By Delphine Schrank
Washington Post Staff Writer
Sunday, August 12, 2007
In an effort to end a long-standing dispute over home-based day-care businesses in Lansdowne on the Potomac, the homeowners association board has decided to hold a community-wide referendum on the issue.
In a letter sent Friday, the board said Lansdowne residents will have until Aug. 29 to vote on an amendment to the community's governing covenants that would allow such a business only if it takes in no more than five children, not counting the provider's children. The letter gave residents the option of mailing or dropping off their ballots, voting via e-mail or voting at a special meeting Aug. 29.
"This issue has the potential for such a significant impact on the community that we felt a vote by all members was appropriate, prior to the Board beginning the enforcement process," the letter said.
Lansdowne has been at odds over the issue since May, when the board announced that the covenants had long prohibited home-based businesses and that it would start enforcing the rule. Some residents applauded the move, citing the traffic generated by Lansdowne home day-care providers. Others, including several of the providers, said the complaints were unwarranted, and they questioned the legality of the board's crackdown.
Board members drafted a proposal in June aimed at specifying what constituted a prohibited home-based business, but the board never voted on the measure.
In e-mails sent to a reporter last week, board members said the referendum was conceived as a compromise. Jeff Brown, formerly the board's treasurer, became its interim president Tuesday after Eric Florence announced his resignation to residents Aug. 3. Florence's announcement said only that he wished to spend more time with his family. His term would have expired in mid-November.
"We felt there was enough interest in the community in this issue that we should have the residents determine once and for all whether or not daycares would operate in Lansdowne," Brown said in an e-mail Friday. "If we leave the existing covenants in place, daycares are clearly prohibited. As such, the only way for daycares to operate in Lansdowne is for a majority of members of the association to vote in favor of the proposed amendment."
In Friday's letter to residents, board members said the governing covenants "are clear and unambiguous and do not allow the operation of any home businesses, including child daycare facilities." Allowing home-based day-care operations or any other businesses that generate a "significant number of visits will change the residential nature of the community and would not be in the long-term best interests of the association," the letter said.
But according to Rory Clark, a Leesburg-based lawyer hired in June by some of Lansdowne's day-care providers, the covenants are ambiguous and flawed.
"This is being proposed as a perceived compromise, when in reality it's a backdoor way to eliminate day cares," Clark said.
The amendment would allow home-based day-care businesses provided they do not, among other restrictions, exceed five children from outside the home, unreasonably disrupt traffic patterns or affect noise levels. The day-care operations would need to get prior approval from the HOA and to register their business with county officials. The amendment also calls for a complaint-driven policy of enforcement.
Clark said that restricting licensed day-care providers to five children-- four fewer than the county-prescribed maximum -- would destroy his clients' businesses.
Several day-care providers hired Clark following a June 6 meeting in which board members discussed the details of the earlier proposal. At a subsequent town hall meeting, residents on either side of the dispute opposed that proposal as either too restrictive or too liberal, according to those who attended the meeting.
Clark said he will meet tomorrow with his clients to discuss their next steps. He said that if they should go to court, he is confident of a favorable outcome. He cited a Virginia Supreme Court decision June 8 in which the court ruled that the term "residential" -- as used in another subdivision's covenants -- was inherently ambiguous. In the absence of clearer covenants, state law permits free use of property, the court said.
But board members said they hope the referendum will bring the issue to a close.
"We expect to put this issue to rest once and for all, which is what we are hearing most residents want," Brown said. "There are many day-care providers that are not threatening litigation against the community, and we hope this amendment will provide them some guidance as to how to proceed."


Work task =
Show each line in the listing below that contains the word "labels".

--- START ---

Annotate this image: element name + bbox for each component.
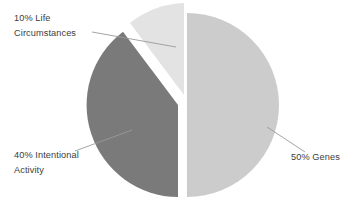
pie-chart-figure: 10% Life Circumstances 40% Intentional A… — [0, 0, 361, 210]
pie-label-life-circumstances-line2: Circumstances — [14, 26, 76, 41]
pie-label-intentional-activity-line1: 40% Intentional — [14, 148, 79, 163]
pie-label-life-circumstances-line1: 10% Life — [14, 11, 76, 26]
pie-label-genes-line1: 50% Genes — [291, 150, 340, 165]
pie-label-life-circumstances: 10% Life Circumstances — [14, 11, 76, 41]
pie-label-intentional-activity: 40% Intentional Activity — [14, 148, 79, 178]
leader-line-genes — [267, 127, 305, 152]
pie-label-intentional-activity-line2: Activity — [14, 163, 79, 178]
pie-slice-genes[interactable] — [187, 13, 279, 197]
pie-label-genes: 50% Genes — [291, 150, 340, 165]
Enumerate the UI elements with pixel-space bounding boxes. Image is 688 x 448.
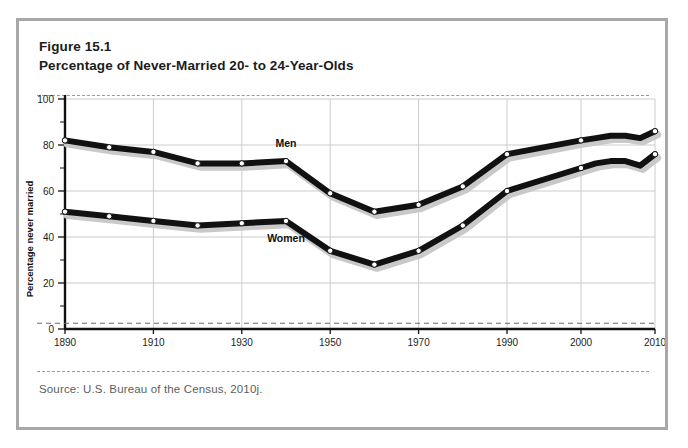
data-point-marker — [283, 158, 288, 163]
series-label-women: Women — [267, 232, 305, 244]
source-note: Source: U.S. Bureau of the Census, 2010j… — [39, 383, 263, 395]
figure-number: Figure 15.1 — [39, 37, 619, 56]
y-tick-label: 100 — [37, 94, 54, 105]
y-tick-label: 80 — [43, 140, 55, 151]
series-label-men: Men — [276, 137, 297, 149]
x-tick-label: 1890 — [54, 337, 77, 348]
x-tick-label: 1910 — [142, 337, 165, 348]
data-point-marker — [62, 138, 67, 143]
y-tick-label: 20 — [43, 278, 55, 289]
data-point-marker — [239, 221, 244, 226]
y-tick-label: 40 — [43, 232, 55, 243]
data-point-marker — [151, 218, 156, 223]
data-point-marker — [652, 129, 657, 134]
data-point-marker — [504, 152, 509, 157]
data-point-marker — [460, 184, 465, 189]
figure-title: Percentage of Never-Married 20- to 24-Ye… — [39, 56, 619, 75]
data-point-marker — [239, 161, 244, 166]
data-point-marker — [283, 218, 288, 223]
data-point-marker — [107, 214, 112, 219]
y-axis-tick-labels: 020406080100 — [37, 94, 54, 335]
divider-bottom — [37, 371, 649, 372]
data-point-marker — [652, 152, 657, 157]
data-point-marker — [460, 223, 465, 228]
x-tick-label: 1950 — [319, 337, 342, 348]
data-point-marker — [195, 223, 200, 228]
x-tick-label: 2010 — [644, 337, 665, 348]
data-point-marker — [504, 188, 509, 193]
y-tick-label: 0 — [48, 324, 54, 335]
data-point-marker — [578, 165, 583, 170]
data-point-marker — [328, 191, 333, 196]
data-point-marker — [195, 161, 200, 166]
x-tick-label: 2000 — [570, 337, 593, 348]
x-tick-label: 1970 — [407, 337, 430, 348]
x-axis-tick-labels: 18901910193019501970199020002010 — [54, 337, 665, 348]
data-point-marker — [107, 145, 112, 150]
data-point-marker — [578, 138, 583, 143]
data-point-marker — [372, 209, 377, 214]
gridlines — [65, 99, 655, 329]
data-point-marker — [416, 202, 421, 207]
data-point-marker — [151, 149, 156, 154]
data-point-marker — [416, 248, 421, 253]
line-chart: 020406080100 189019101930195019701990200… — [19, 89, 665, 369]
data-point-marker — [328, 248, 333, 253]
figure-heading: Figure 15.1 Percentage of Never-Married … — [39, 37, 619, 75]
y-axis-title: Percentage never married — [24, 180, 35, 297]
y-tick-label: 60 — [43, 186, 55, 197]
x-tick-label: 1990 — [496, 337, 519, 348]
figure-frame: Figure 15.1 Percentage of Never-Married … — [16, 18, 668, 430]
data-point-marker — [62, 209, 67, 214]
data-point-marker — [372, 262, 377, 267]
chart-plot-area: 020406080100 189019101930195019701990200… — [19, 89, 665, 369]
x-tick-label: 1930 — [231, 337, 254, 348]
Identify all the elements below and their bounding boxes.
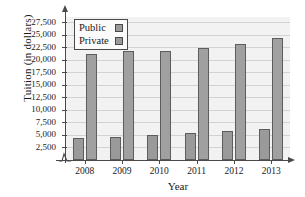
- bar-public-2012: [222, 131, 233, 160]
- axis-break-icon: [58, 150, 72, 162]
- y-axis-arrow-icon: [62, 5, 68, 12]
- legend-label-private: Private: [79, 35, 109, 46]
- x-tick-label-2009: 2009: [102, 166, 142, 176]
- y-tick-mark: [62, 47, 67, 48]
- x-tick-mark: [122, 160, 123, 164]
- bar-private-2013: [272, 38, 283, 160]
- y-tick-label-wrap: 15,000: [14, 80, 56, 89]
- x-axis-line: [56, 160, 289, 161]
- y-tick-label: 15,000: [14, 80, 56, 89]
- y-tick-label-wrap: 10,000: [14, 105, 56, 114]
- bar-public-2010: [147, 135, 158, 160]
- y-tick-label-wrap: 2,500: [14, 143, 56, 152]
- bar-private-2012: [235, 44, 246, 160]
- y-tick-label-wrap: 5,000: [14, 130, 56, 139]
- tuition-bar-chart: Tuition (in dollars) 2,5005,0007,50010,0…: [0, 0, 305, 197]
- legend-swatch-private: [115, 37, 123, 45]
- bar-public-2011: [185, 133, 196, 160]
- y-tick-label: 12,500: [14, 93, 56, 102]
- x-axis-title: Year: [66, 180, 290, 192]
- x-tick-label-2012: 2012: [214, 166, 254, 176]
- y-tick-label: 10,000: [14, 105, 56, 114]
- y-tick-mark: [62, 72, 67, 73]
- y-tick-label-wrap: 12,500: [14, 93, 56, 102]
- x-tick-label-2011: 2011: [177, 166, 217, 176]
- y-tick-mark: [62, 147, 67, 148]
- bar-public-2008: [73, 138, 84, 160]
- y-tick-label-wrap: 25,000: [14, 30, 56, 39]
- y-tick-mark: [62, 85, 67, 86]
- y-tick-mark: [62, 60, 67, 61]
- x-tick-mark: [197, 160, 198, 164]
- y-tick-mark: [62, 97, 67, 98]
- legend-item-private: Private: [79, 34, 123, 47]
- y-tick-mark: [62, 22, 67, 23]
- y-tick-label-wrap: 27,500: [14, 18, 56, 27]
- y-tick-label-wrap: 20,000: [14, 55, 56, 64]
- x-tick-label-2008: 2008: [65, 166, 105, 176]
- bar-public-2013: [259, 129, 270, 160]
- y-tick-label: 22,500: [14, 43, 56, 52]
- y-tick-label-wrap: 22,500: [14, 43, 56, 52]
- x-tick-label-2010: 2010: [139, 166, 179, 176]
- legend: Public Private: [74, 19, 128, 50]
- x-tick-mark: [159, 160, 160, 164]
- bar-private-2009: [123, 51, 134, 160]
- y-tick-label: 17,500: [14, 68, 56, 77]
- legend-swatch-public: [115, 24, 123, 32]
- bar-private-2010: [160, 51, 171, 160]
- bar-private-2011: [198, 48, 209, 160]
- bar-public-2009: [110, 137, 121, 160]
- y-tick-mark: [62, 135, 67, 136]
- legend-label-public: Public: [79, 22, 106, 33]
- x-tick-label-2013: 2013: [251, 166, 291, 176]
- x-tick-mark: [85, 160, 86, 164]
- y-tick-label: 25,000: [14, 30, 56, 39]
- x-tick-mark: [234, 160, 235, 164]
- x-tick-mark: [271, 160, 272, 164]
- y-tick-mark: [62, 35, 67, 36]
- y-tick-label: 20,000: [14, 55, 56, 64]
- y-axis-line: [65, 10, 66, 163]
- y-tick-label-wrap: 7,500: [14, 118, 56, 127]
- y-tick-label: 7,500: [14, 118, 56, 127]
- y-tick-label-wrap: 17,500: [14, 68, 56, 77]
- x-axis-arrow-icon: [288, 157, 295, 163]
- y-tick-mark: [62, 110, 67, 111]
- bar-private-2008: [86, 54, 97, 160]
- legend-item-public: Public: [79, 21, 123, 34]
- y-tick-label: 5,000: [14, 130, 56, 139]
- y-tick-label: 27,500: [14, 18, 56, 27]
- y-tick-mark: [62, 122, 67, 123]
- y-tick-label: 2,500: [14, 143, 56, 152]
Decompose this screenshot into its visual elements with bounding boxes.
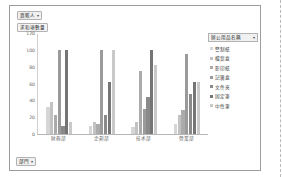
chevron-down-icon: ▾ [253,33,255,42]
bar[interactable] [104,115,107,134]
bar[interactable] [89,126,92,134]
bar[interactable] [139,71,142,134]
bar[interactable] [181,110,184,134]
legend-item-label: 文件夾 [215,84,230,90]
bar[interactable] [61,126,64,134]
legend-item: 固定筆 [210,92,258,102]
legend-swatch-icon [210,85,213,88]
pivot-legend-field-header[interactable]: 辦公用品名稱 ▾ [208,33,258,42]
x-axis-label: 技术部 [123,137,166,149]
x-axis-label: 企劃部 [80,137,123,149]
bar-group [81,34,124,134]
bar[interactable] [174,124,177,134]
legend-swatch-icon [210,104,213,107]
chevron-down-icon: ▾ [31,160,33,164]
bar[interactable] [112,50,115,134]
bar[interactable] [185,54,188,134]
pivot-chart-object[interactable]: 買販人 ▾ 求和項數量 020406080100120 財務部企劃部技术部營業部… [9,5,261,171]
y-axis-tick: 60 [29,82,35,87]
bar[interactable] [135,122,138,134]
bar-group [166,34,209,134]
bar[interactable] [93,122,96,134]
y-axis-tick: 0 [32,133,35,138]
legend-swatch-icon [210,66,213,69]
bar[interactable] [65,50,68,134]
bar[interactable] [69,122,72,134]
chevron-down-icon: ▾ [37,14,39,18]
legend-swatch-icon [210,47,213,50]
bar[interactable] [46,107,49,134]
y-axis-tick: 20 [29,116,35,121]
bar-group [123,34,166,134]
x-axis-labels: 財務部企劃部技术部營業部 [37,137,208,149]
x-axis-label: 財務部 [37,137,80,149]
bar[interactable] [150,50,153,134]
legend-item: 影印紙 [210,63,258,73]
legend-item-label: 中性筆 [215,103,230,109]
bar[interactable] [131,127,134,134]
legend-swatch-icon [210,76,213,79]
bar[interactable] [108,82,111,134]
legend-item: 文件夾 [210,82,258,92]
x-axis-label: 營業部 [165,137,208,149]
legend-item-label: 固定筆 [215,93,230,99]
pivot-axis-field-button[interactable]: 部門 ▾ [16,157,36,166]
legend-title: 辦公用品名稱 [211,33,241,42]
pivot-legend-field-label: 買販人 [20,11,35,20]
legend-swatch-icon [210,95,213,98]
bar[interactable] [154,65,157,134]
bar-groups [38,34,208,134]
bar-group [38,34,81,134]
legend-item: 檔案盒 [210,54,258,64]
y-axis-tick: 120 [26,32,35,37]
legend-item-label: 檔案盒 [215,55,230,61]
legend-item: 記廣盒 [210,73,258,83]
y-axis-tick: 100 [26,49,35,54]
chart-legend[interactable]: 辦公用品名稱 ▾ 警制紙檔案盒影印紙記廣盒文件夾固定筆中性筆 [208,33,258,111]
bar[interactable] [178,115,181,134]
bar[interactable] [143,109,146,134]
bar[interactable] [197,82,200,134]
legend-item-label: 影印紙 [215,65,230,71]
legend-item-list: 警制紙檔案盒影印紙記廣盒文件夾固定筆中性筆 [208,44,258,111]
legend-item-label: 警制紙 [215,46,230,52]
plot-area[interactable] [37,34,208,135]
bar[interactable] [146,97,149,134]
legend-item: 警制紙 [210,44,258,54]
legend-item-label: 記廣盒 [215,74,230,80]
y-axis: 020406080100120 [14,34,36,135]
bar[interactable] [193,82,196,134]
legend-item: 中性筆 [210,101,258,111]
bar[interactable] [58,50,61,134]
bar[interactable] [54,115,57,134]
y-axis-tick: 40 [29,99,35,104]
pivot-axis-field-label: 部門 [19,157,29,166]
bar[interactable] [50,102,53,134]
bar[interactable] [96,124,99,134]
column-break-marker [280,0,281,177]
y-axis-tick: 80 [29,65,35,70]
bar[interactable] [100,50,103,134]
bar[interactable] [189,94,192,134]
legend-swatch-icon [210,57,213,60]
pivot-legend-field-button[interactable]: 買販人 ▾ [17,11,42,20]
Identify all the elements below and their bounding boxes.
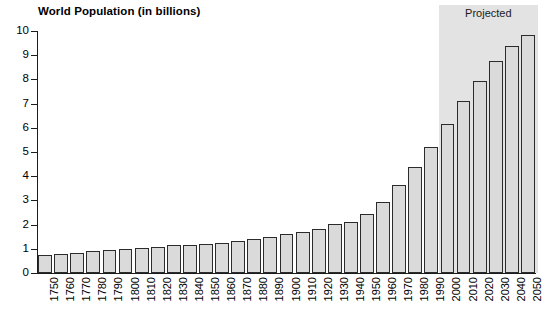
x-axis-tick-label: 1770	[81, 277, 92, 301]
bar	[328, 224, 342, 273]
bar	[119, 249, 133, 273]
bar	[457, 101, 471, 273]
bar	[489, 61, 503, 273]
bar	[38, 255, 52, 273]
x-axis-tick-label: 1910	[307, 277, 318, 301]
y-axis-tick-label: 8	[3, 73, 29, 85]
bar	[408, 167, 422, 273]
bar	[70, 253, 84, 273]
chart-title: World Population (in billions)	[38, 5, 201, 17]
x-axis-tick-label: 1960	[387, 277, 398, 301]
world-population-bar-chart: World Population (in billions) 012345678…	[0, 0, 548, 325]
y-axis-tick-labels: 012345678910	[0, 0, 29, 325]
x-axis-tick-label: 1920	[323, 277, 334, 301]
bar	[521, 35, 535, 273]
x-axis-tick-label: 2030	[500, 277, 511, 301]
bar	[424, 147, 438, 273]
bar	[505, 46, 519, 273]
bar	[263, 237, 277, 273]
y-axis-tick-label: 3	[3, 194, 29, 206]
x-axis-tick-label: 1880	[258, 277, 269, 301]
x-axis-tick-labels: 1750176017701780179018001810182018301840…	[37, 274, 536, 325]
bar	[215, 243, 229, 273]
x-axis-tick-label: 1890	[274, 277, 285, 301]
bar	[151, 247, 165, 273]
bar	[86, 251, 100, 273]
x-axis-tick-label: 1870	[242, 277, 253, 301]
x-axis-tick-label: 1970	[403, 277, 414, 301]
bar	[376, 202, 390, 273]
bar	[441, 124, 455, 273]
bar	[344, 222, 358, 273]
x-axis-tick-label: 1800	[130, 277, 141, 301]
x-axis-tick-label: 1860	[226, 277, 237, 301]
x-axis-tick-label: 1850	[210, 277, 221, 301]
x-axis-tick-label: 1980	[419, 277, 430, 301]
bar	[280, 234, 294, 273]
x-axis-tick-label: 1780	[97, 277, 108, 301]
bar	[296, 232, 310, 273]
x-axis-tick-label: 1840	[194, 277, 205, 301]
y-axis-tick-label: 4	[3, 170, 29, 182]
bar	[199, 244, 213, 273]
bar	[231, 241, 245, 273]
plot-area: Projected	[37, 31, 536, 273]
x-axis-tick-label: 1990	[435, 277, 446, 301]
x-axis-tick-label: 1940	[355, 277, 366, 301]
bar	[167, 245, 181, 273]
x-axis-tick-label: 1760	[65, 277, 76, 301]
x-axis-tick-label: 1950	[371, 277, 382, 301]
bar	[392, 185, 406, 273]
x-axis-tick-label: 2020	[484, 277, 495, 301]
x-axis-tick-label: 1930	[339, 277, 350, 301]
x-axis-tick-label: 1900	[291, 277, 302, 301]
x-axis-tick-label: 1790	[113, 277, 124, 301]
bar	[183, 245, 197, 273]
x-axis-tick-label: 2050	[532, 277, 543, 301]
bar	[312, 229, 326, 273]
bar	[103, 250, 117, 273]
x-axis-tick-label: 1750	[49, 277, 60, 301]
bar	[54, 254, 68, 273]
x-axis-tick-label: 1810	[146, 277, 157, 301]
y-axis-tick-label: 10	[3, 25, 29, 37]
x-axis-tick-label: 2010	[468, 277, 479, 301]
x-axis-tick-label: 2000	[451, 277, 462, 301]
y-axis-tick-label: 2	[3, 219, 29, 231]
bar	[135, 248, 149, 273]
bar	[247, 239, 261, 273]
bar	[360, 214, 374, 273]
y-axis-tick-label: 1	[3, 243, 29, 255]
x-axis-tick-label: 2040	[516, 277, 527, 301]
y-axis-tick-label: 5	[3, 146, 29, 158]
x-axis-tick-label: 1830	[178, 277, 189, 301]
y-axis-tick-label: 7	[3, 98, 29, 110]
y-axis-tick-label: 0	[3, 267, 29, 279]
bar	[473, 81, 487, 273]
y-axis-tick-label: 6	[3, 122, 29, 134]
y-axis-tick-label: 9	[3, 49, 29, 61]
x-axis-tick-label: 1820	[162, 277, 173, 301]
projected-annotation-label: Projected	[439, 7, 538, 19]
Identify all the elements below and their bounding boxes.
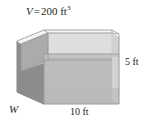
length-label: 10 ft [70,107,89,117]
volume-equals-sign: = [33,5,41,17]
height-label: 5 ft [125,57,139,67]
box-rim-back [44,30,112,33]
volume-value: 200 ft [41,5,67,17]
volume-label: V=200 ft3 [26,6,70,17]
box-front-top-band [44,54,119,57]
volume-variable: V [26,5,33,17]
box-front-shade [44,88,119,104]
volume-exponent: 3 [67,4,71,12]
width-label: W [9,104,18,115]
geometry-figure: V=200 ft3 W 10 ft 5 ft [0,0,156,126]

--- END ---

Result of the task =
y-axis-tick-labels: 020406080100 — [37, 94, 54, 335]
x-axis-tick-labels: 18901910193019501970199020002010 — [54, 337, 665, 348]
x-axis-labels: 財務部企劃部技术部營業部 [37,137,208,149]
y-axis-tick-labels: 012345678910	[0, 0, 29, 325]
x-axis-tick-labels: 1750176017701780179018001810182018301840…	[37, 274, 536, 325]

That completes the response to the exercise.